Proust ascribes to the character who says "I" for instance, his own
particularities, in the moments when, however, this "I" is not so much
him, through laziness of invention, through distaste, without worrying
about the errors that these inaccurate exactitudes will later cause for
literary criticism. Let us confess it, this character who says "I" is
rather insipid, he is really just shadows and light. But with vivid
paintings, we must see them hanging on the walls. For this character who
says "I" seems to be feebly sketched next to those of Norpois, de Charlus,
the Guermantes, even the Verdurins, that are drawn in such a bold and firm
fashion. A gentleman with much good taste, Jules Lemaître, said after
reading Swann: "Even in the moments where he writes badly, this
Proust is still as good as Dickens.

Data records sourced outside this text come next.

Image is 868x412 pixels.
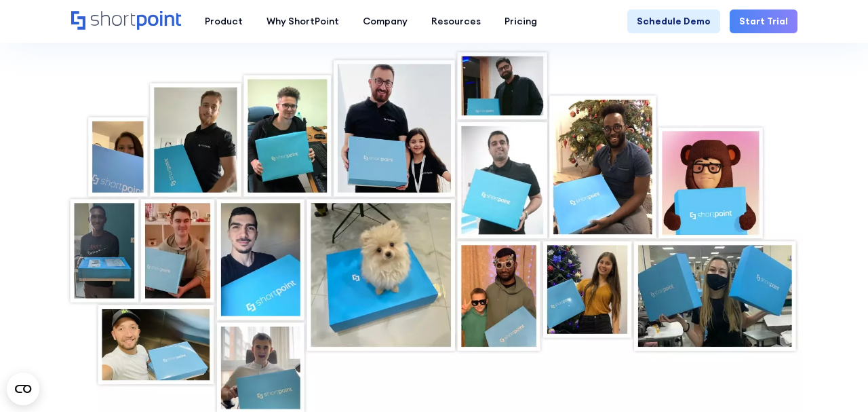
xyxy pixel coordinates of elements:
[627,10,720,33] a: Schedule Demo
[432,14,481,29] div: Resources
[193,10,255,33] a: Product
[504,14,537,29] div: Pricing
[729,10,797,33] a: Start Trial
[420,10,493,33] a: Resources
[71,11,182,31] a: Home
[363,14,408,29] div: Company
[7,372,40,405] button: Open CMP widget
[205,14,243,29] div: Product
[267,14,339,29] div: Why ShortPoint
[351,10,420,33] a: Company
[493,10,550,33] a: Pricing
[800,347,868,412] iframe: Chat Widget
[255,10,351,33] a: Why ShortPoint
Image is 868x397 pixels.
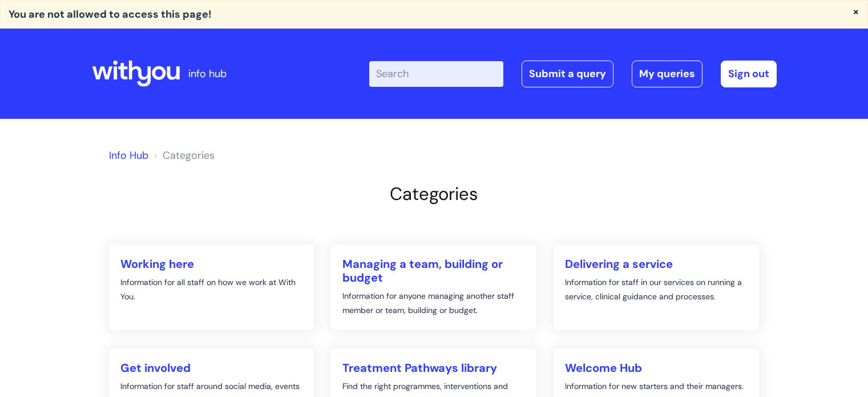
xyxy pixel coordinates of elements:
[331,244,537,330] a: Managing a team, building or budget Information for anyone managing another staff member or team,...
[120,275,303,304] p: Information for all staff on how we work at With You.
[120,257,303,271] h2: Working here
[853,6,860,16] button: ×
[565,275,748,304] p: Information for staff in our services on running a service, clinical guidance and processes.
[109,244,315,330] a: Working here Information for all staff on how we work at With You.
[151,146,215,165] li: Solution home
[120,361,303,375] h2: Get involved
[369,61,503,86] input: Search
[565,257,748,271] h2: Delivering a service
[565,361,748,375] h2: Welcome Hub
[521,61,613,87] a: Submit a query
[369,61,777,87] div: | -
[342,257,525,285] h2: Managing a team, building or budget
[565,380,748,394] p: Information for new starters and their managers.
[342,289,525,318] p: Information for anyone managing another staff member or team, building or budget.
[632,61,703,87] a: My queries
[109,183,760,204] h2: Categories
[188,65,227,83] p: info hub
[721,61,777,87] a: Sign out
[553,244,759,330] a: Delivering a service Information for staff in our services on running a service, clinical guidanc...
[109,148,148,162] a: Info Hub
[342,361,525,375] h2: Treatment Pathways library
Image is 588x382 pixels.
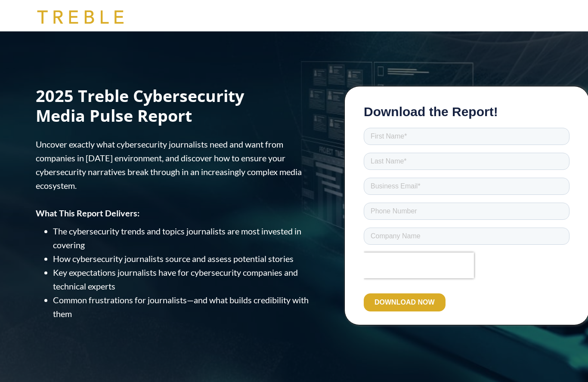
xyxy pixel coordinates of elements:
span: Uncover exactly what cybersecurity journalists need and want from companies in [DATE] environment... [36,139,302,191]
iframe: Form 0 [363,105,569,328]
span: The cybersecurity trends and topics journalists are most invested in covering [53,226,301,250]
span: Common frustrations for journalists—and what builds credibility with them [53,294,308,319]
span: Key expectations journalists have for cybersecurity companies and technical experts [53,268,298,291]
span: How cybersecurity journalists source and assess potential stories [53,254,294,264]
strong: What This Report Delivers: [36,208,139,218]
span: 2025 Treble Cybersecurity Media Pulse Report [36,85,244,127]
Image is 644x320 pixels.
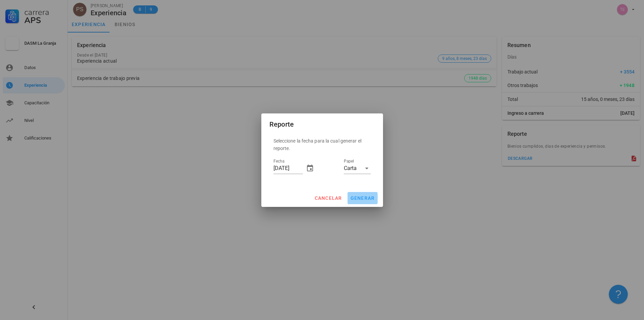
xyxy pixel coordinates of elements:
[274,137,371,152] p: Seleccione la fecha para la cual generar el reporte.
[314,195,342,201] span: cancelar
[311,192,344,204] button: cancelar
[344,163,371,173] div: PapelCarta
[344,159,354,164] label: Papel
[348,192,378,204] button: generar
[350,195,375,201] span: generar
[344,166,357,171] div: Carta
[274,159,284,164] label: Fecha
[269,119,294,130] div: Reporte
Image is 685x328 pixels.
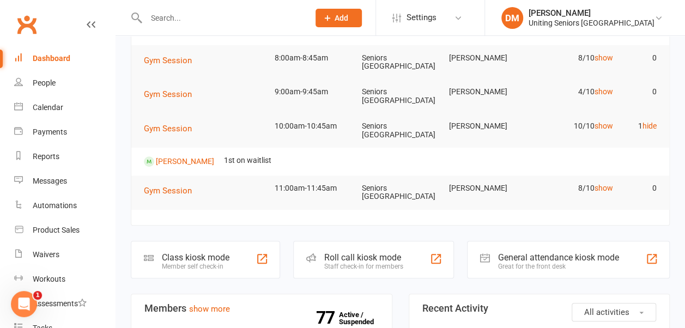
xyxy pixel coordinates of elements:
td: Seniors [GEOGRAPHIC_DATA] [357,113,444,148]
span: Gym Session [144,186,192,196]
td: 8:00am-8:45am [270,45,357,71]
td: Seniors [GEOGRAPHIC_DATA] [357,45,444,80]
td: Seniors [GEOGRAPHIC_DATA] [357,79,444,113]
div: Reports [33,152,59,161]
div: DM [502,7,523,29]
a: Automations [14,194,115,218]
td: 4/10 [531,79,618,105]
div: Payments [33,128,67,136]
td: 0 [618,45,662,71]
a: Reports [14,145,115,169]
a: Messages [14,169,115,194]
h3: Members [145,303,379,314]
button: Gym Session [144,122,200,135]
a: show [595,53,613,62]
div: Calendar [33,103,63,112]
a: Product Sales [14,218,115,243]
a: Assessments [14,292,115,316]
td: 0 [618,176,662,201]
a: Waivers [14,243,115,267]
td: Seniors [GEOGRAPHIC_DATA] [357,176,444,210]
div: Automations [33,201,77,210]
td: 10/10 [531,113,618,139]
div: Uniting Seniors [GEOGRAPHIC_DATA] [529,18,655,28]
a: hide [643,122,657,130]
div: Great for the front desk [498,263,619,270]
td: 8/10 [531,45,618,71]
a: People [14,71,115,95]
button: Gym Session [144,184,200,197]
span: 1 [33,291,42,300]
div: Assessments [33,299,87,308]
span: All activities [585,308,630,317]
span: Gym Session [144,56,192,65]
a: show [595,87,613,96]
a: show [595,122,613,130]
div: Class kiosk mode [162,252,230,263]
a: Clubworx [13,11,40,38]
a: Payments [14,120,115,145]
td: 11:00am-11:45am [270,176,357,201]
h3: Recent Activity [423,303,657,314]
div: General attendance kiosk mode [498,252,619,263]
span: Add [335,14,348,22]
button: Gym Session [144,88,200,101]
td: 0 [618,79,662,105]
td: [PERSON_NAME] [444,79,531,105]
strong: 77 [316,310,339,326]
div: Messages [33,177,67,185]
div: People [33,79,56,87]
a: [PERSON_NAME] [156,157,214,166]
td: [PERSON_NAME] [444,176,531,201]
button: Add [316,9,362,27]
td: [PERSON_NAME] [444,45,531,71]
a: Workouts [14,267,115,292]
td: 8/10 [531,176,618,201]
button: All activities [572,303,657,322]
div: Workouts [33,275,65,284]
div: Member self check-in [162,263,230,270]
a: show more [189,304,230,314]
input: Search... [143,10,302,26]
span: Settings [407,5,437,30]
button: Gym Session [144,54,200,67]
div: Staff check-in for members [324,263,404,270]
td: [PERSON_NAME] [444,113,531,139]
div: Dashboard [33,54,70,63]
a: Dashboard [14,46,115,71]
div: Roll call kiosk mode [324,252,404,263]
td: 9:00am-9:45am [270,79,357,105]
td: 1 [618,113,662,139]
span: Gym Session [144,124,192,134]
span: Gym Session [144,89,192,99]
div: Product Sales [33,226,80,234]
div: Waivers [33,250,59,259]
a: Calendar [14,95,115,120]
iframe: Intercom live chat [11,291,37,317]
td: 10:00am-10:45am [270,113,357,139]
td: 1st on waitlist [219,148,276,173]
a: show [595,184,613,192]
div: [PERSON_NAME] [529,8,655,18]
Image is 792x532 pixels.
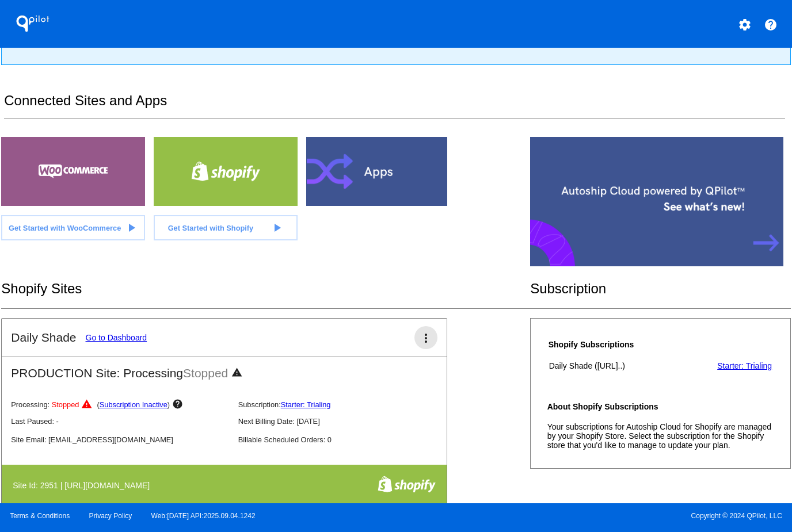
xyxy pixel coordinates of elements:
[717,361,772,370] a: Starter: Trialing
[11,435,228,444] p: Site Email: [EMAIL_ADDRESS][DOMAIN_NAME]
[548,340,683,349] h4: Shopify Subscriptions
[152,512,255,520] a: Web:[DATE] API:2025.09.04.1242
[154,215,297,240] a: Get Started with Shopify
[232,367,245,381] mat-icon: warning
[238,435,455,444] p: Billable Scheduled Orders: 0
[547,422,773,450] p: Your subscriptions for Autoship Cloud for Shopify are managed by your Shopify Store. Select the s...
[10,512,70,520] a: Terms & Conditions
[377,476,436,493] img: f8a94bdc-cb89-4d40-bdcd-a0261eff8977
[13,481,155,490] h4: Site Id: 2951 | [URL][DOMAIN_NAME]
[238,417,455,426] p: Next Billing Date: [DATE]
[183,366,228,380] span: Stopped
[548,361,683,371] th: Daily Shade ([URL]..)
[1,281,530,297] h2: Shopify Sites
[10,12,56,35] h1: QPilot
[419,331,432,345] mat-icon: more_vert
[89,512,132,520] a: Privacy Policy
[172,398,186,412] mat-icon: help
[168,224,254,232] span: Get Started with Shopify
[1,215,145,240] a: Get Started with WooCommerce
[2,357,447,381] h2: PRODUCTION Site: Processing
[11,398,228,412] p: Processing:
[100,400,168,409] a: Subscription Inactive
[738,18,752,31] mat-icon: settings
[270,221,283,235] mat-icon: play_arrow
[547,402,773,411] h4: About Shopify Subscriptions
[4,93,784,118] h2: Connected Sites and Apps
[764,18,777,31] mat-icon: help
[281,400,331,409] a: Starter: Trialing
[8,224,121,232] span: Get Started with WooCommerce
[86,333,147,342] a: Go to Dashboard
[406,512,782,520] span: Copyright © 2024 QPilot, LLC
[52,400,79,409] span: Stopped
[238,400,455,409] p: Subscription:
[11,331,76,345] h2: Daily Shade
[124,221,138,235] mat-icon: play_arrow
[530,281,791,297] h2: Subscription
[81,398,95,412] mat-icon: warning
[97,400,170,409] span: ( )
[11,417,228,426] p: Last Paused: -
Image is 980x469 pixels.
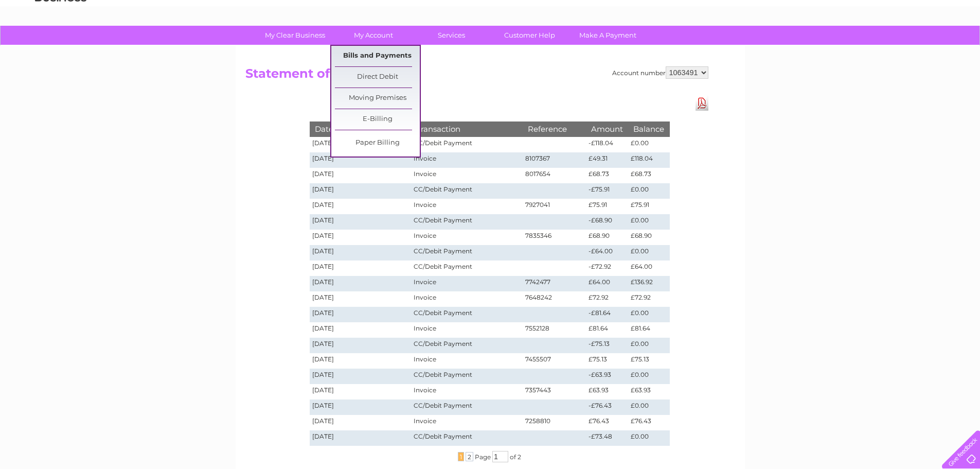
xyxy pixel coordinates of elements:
td: Invoice [411,276,522,292]
th: Amount [586,122,628,136]
td: -£81.64 [586,307,628,322]
td: [DATE] [309,168,411,183]
td: £75.91 [586,199,628,214]
td: CC/Debit Payment [411,431,522,446]
td: £76.43 [586,415,628,431]
td: £72.92 [586,292,628,307]
a: Telecoms [853,44,884,52]
td: £68.73 [628,168,669,183]
td: £49.31 [586,152,628,168]
td: 7927041 [523,199,587,214]
td: [DATE] [309,245,411,260]
span: of [510,453,516,461]
td: 7648242 [523,292,587,307]
td: -£76.43 [586,399,628,415]
td: [DATE] [309,337,411,354]
td: [DATE] [309,399,411,415]
a: 0333 014 3131 [786,5,857,18]
span: Page [475,453,491,461]
span: 2 [518,453,521,461]
td: £0.00 [628,337,669,354]
td: [DATE] [309,322,411,337]
img: logo.png [35,27,87,58]
td: 7455507 [523,354,587,369]
td: -£68.90 [586,214,628,230]
a: E-Billing [335,109,419,130]
td: 8107367 [523,152,587,168]
td: Invoice [411,168,522,183]
a: Blog [891,44,906,52]
td: £64.00 [586,276,628,292]
td: £75.91 [628,199,669,214]
td: CC/Debit Payment [411,399,522,415]
td: 7742477 [523,276,587,292]
th: Balance [628,122,669,136]
td: [DATE] [309,137,411,152]
td: CC/Debit Payment [411,369,522,384]
td: Invoice [411,354,522,369]
td: [DATE] [309,384,411,399]
td: [DATE] [309,354,411,369]
th: Transaction [411,122,522,136]
td: [DATE] [309,260,411,276]
td: 7258810 [523,415,587,431]
a: Log out [946,44,970,52]
td: £0.00 [628,399,669,415]
td: £118.04 [628,152,669,168]
td: £75.13 [628,354,669,369]
th: Date [309,122,411,136]
a: Direct Debit [335,67,419,88]
a: My Account [331,26,416,45]
td: £0.00 [628,137,669,152]
div: Account number [612,66,708,79]
td: £64.00 [628,260,669,276]
td: £68.73 [586,168,628,183]
td: -£73.48 [586,431,628,446]
td: £72.92 [628,292,669,307]
td: £0.00 [628,214,669,230]
a: Download Pdf [696,96,708,111]
td: Invoice [411,152,522,168]
td: £63.93 [628,384,669,399]
a: My Clear Business [252,26,337,45]
td: [DATE] [309,415,411,431]
a: Bills and Payments [335,46,419,66]
td: £136.92 [628,276,669,292]
td: -£72.92 [586,260,628,276]
td: Invoice [411,292,522,307]
td: CC/Debit Payment [411,260,522,276]
td: £68.90 [586,230,628,245]
td: [DATE] [309,276,411,292]
td: -£75.13 [586,337,628,354]
td: [DATE] [309,230,411,245]
a: Services [409,26,494,45]
td: CC/Debit Payment [411,137,522,152]
a: Water [798,44,818,52]
td: -£118.04 [586,137,628,152]
a: Customer Help [487,26,572,45]
td: £0.00 [628,307,669,322]
td: £81.64 [628,322,669,337]
td: 7835346 [523,230,587,245]
td: Invoice [411,230,522,245]
td: CC/Debit Payment [411,337,522,354]
td: £63.93 [586,384,628,399]
td: Invoice [411,322,522,337]
a: Moving Premises [335,88,419,108]
td: £75.13 [586,354,628,369]
td: £76.43 [628,415,669,431]
td: -£75.91 [586,183,628,199]
td: 7552128 [523,322,587,337]
span: 1 [458,452,464,461]
td: -£64.00 [586,245,628,260]
div: Clear Business is a trading name of Verastar Limited (registered in [GEOGRAPHIC_DATA] No. 3667643... [248,5,733,50]
td: [DATE] [309,431,411,446]
a: Make A Payment [565,26,650,45]
th: Reference [523,122,587,136]
td: £68.90 [628,230,669,245]
td: 8017654 [523,168,587,183]
td: £0.00 [628,431,669,446]
h2: Statement of Accounts [245,66,708,86]
td: [DATE] [309,307,411,322]
a: Paper Billing [335,132,419,153]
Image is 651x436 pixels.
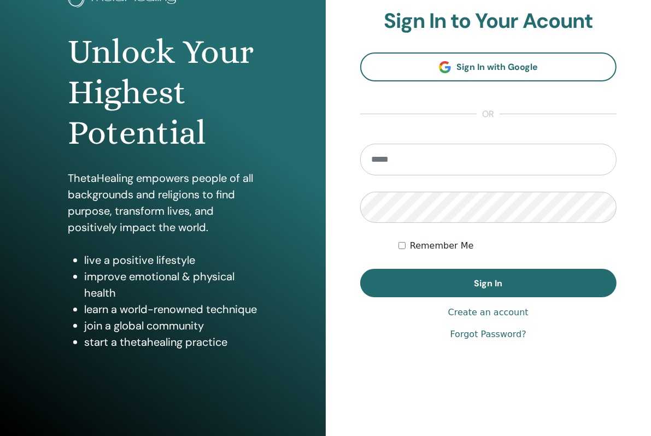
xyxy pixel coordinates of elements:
li: live a positive lifestyle [84,252,257,268]
li: join a global community [84,317,257,334]
button: Sign In [360,269,617,297]
label: Remember Me [410,239,474,252]
span: Sign In with Google [456,61,538,73]
a: Forgot Password? [450,328,526,341]
span: Sign In [474,278,502,289]
h2: Sign In to Your Acount [360,9,617,34]
div: Keep me authenticated indefinitely or until I manually logout [398,239,616,252]
span: or [477,108,499,121]
h1: Unlock Your Highest Potential [68,32,257,154]
p: ThetaHealing empowers people of all backgrounds and religions to find purpose, transform lives, a... [68,170,257,236]
a: Create an account [448,306,528,319]
li: learn a world-renowned technique [84,301,257,317]
a: Sign In with Google [360,52,617,81]
li: improve emotional & physical health [84,268,257,301]
li: start a thetahealing practice [84,334,257,350]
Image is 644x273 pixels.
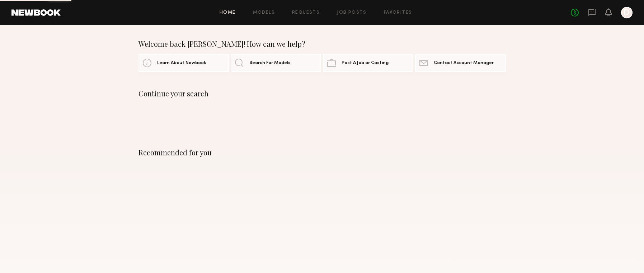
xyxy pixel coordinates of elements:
[139,39,506,48] div: Welcome back [PERSON_NAME]! How can we help?
[337,10,367,15] a: Job Posts
[342,61,389,66] span: Post A Job or Casting
[157,61,206,66] span: Learn About Newbook
[433,61,494,66] span: Contact Account Manager
[292,10,320,15] a: Requests
[139,89,506,97] div: Continue your search
[253,10,275,15] a: Models
[384,10,412,15] a: Favorites
[621,7,632,19] a: D
[139,54,229,72] a: Learn About Newbook
[219,10,236,15] a: Home
[139,148,506,157] div: Recommended for you
[415,54,505,72] a: Contact Account Manager
[231,54,321,72] a: Search For Models
[249,61,291,66] span: Search For Models
[323,54,413,72] a: Post A Job or Casting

And in the moments where he writes
well he is much better."
In 1921 Albert Thiébault-Sisson wrote to Proust requesting an
interview. Proust refused saying he was too ill and dying but proposed
to send the young man a text he had written called "L’Esthétique de
Marcel Proust". But he wanted Thiébault-Sisson to publish it under the
name of Thiébault-Sisson. A few months later, Thiébault-Sisson died and
a friend of his tried to find a publisher. He sent the text to Jacques
Rivière at the NRF and Rivière refused the piece - without knowing its
author was Proust himself! The article was first published in L'Auteur,
l'autre. Proust et son double. Michel Schneider, Gallimard, 2014.